Activity. Could you transcribe all of the data exactly and skip any pictures?
----------
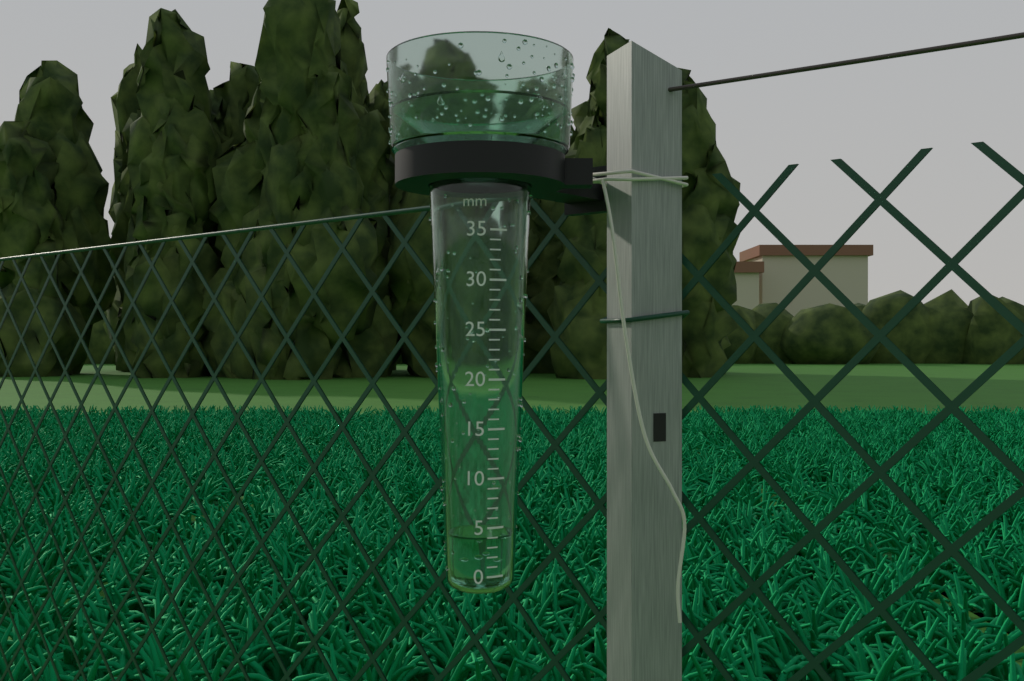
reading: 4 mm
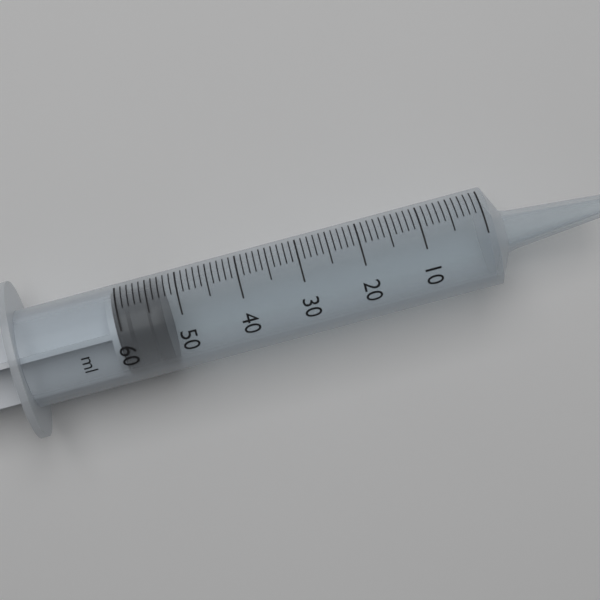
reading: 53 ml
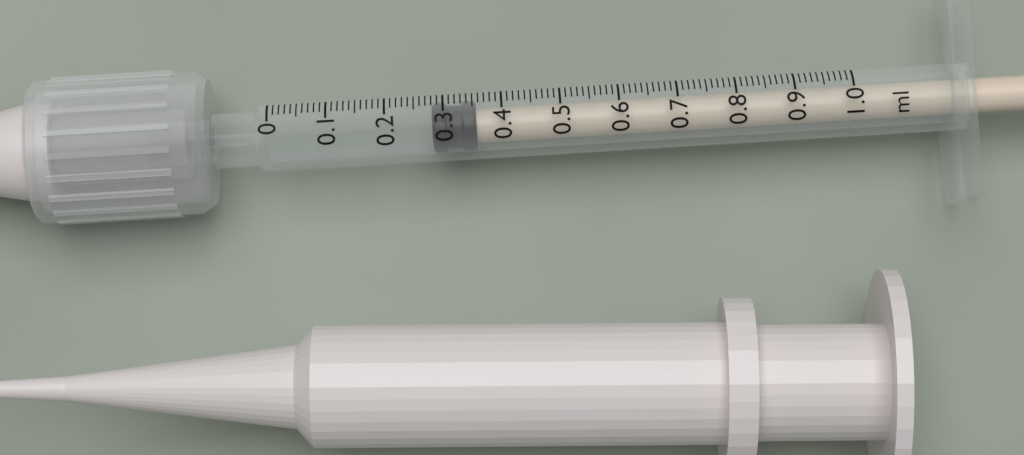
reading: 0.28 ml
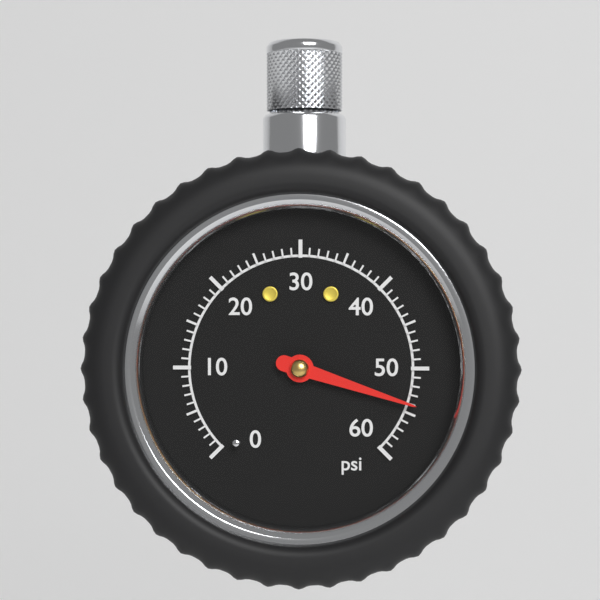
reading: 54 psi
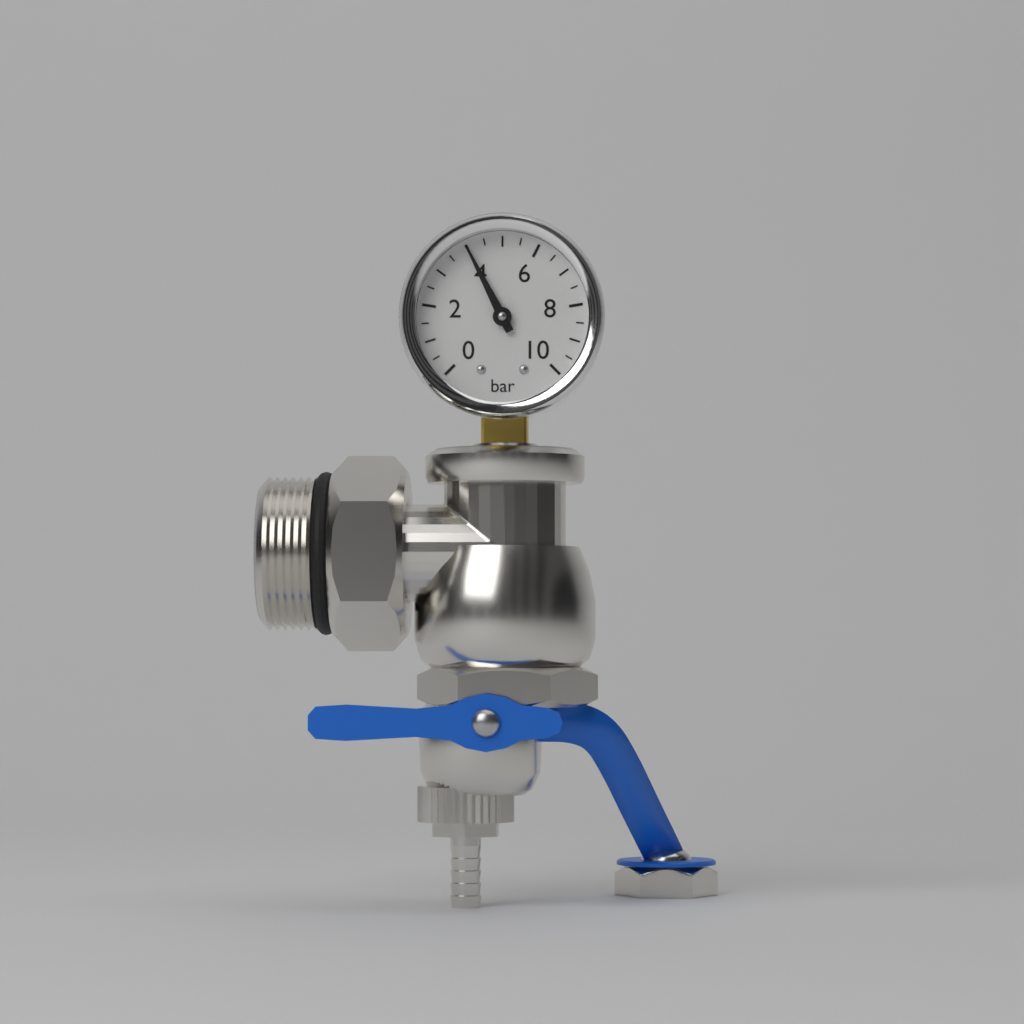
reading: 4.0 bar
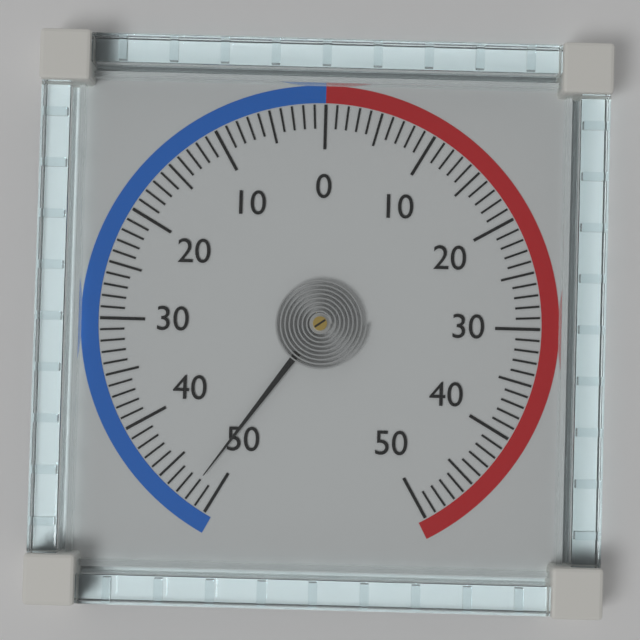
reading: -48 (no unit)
----------
Answer section.
reading: 4 mm
reading: 53 ml
reading: 0.28 ml
reading: 54 psi
reading: 4.0 bar
reading: -48 (no unit)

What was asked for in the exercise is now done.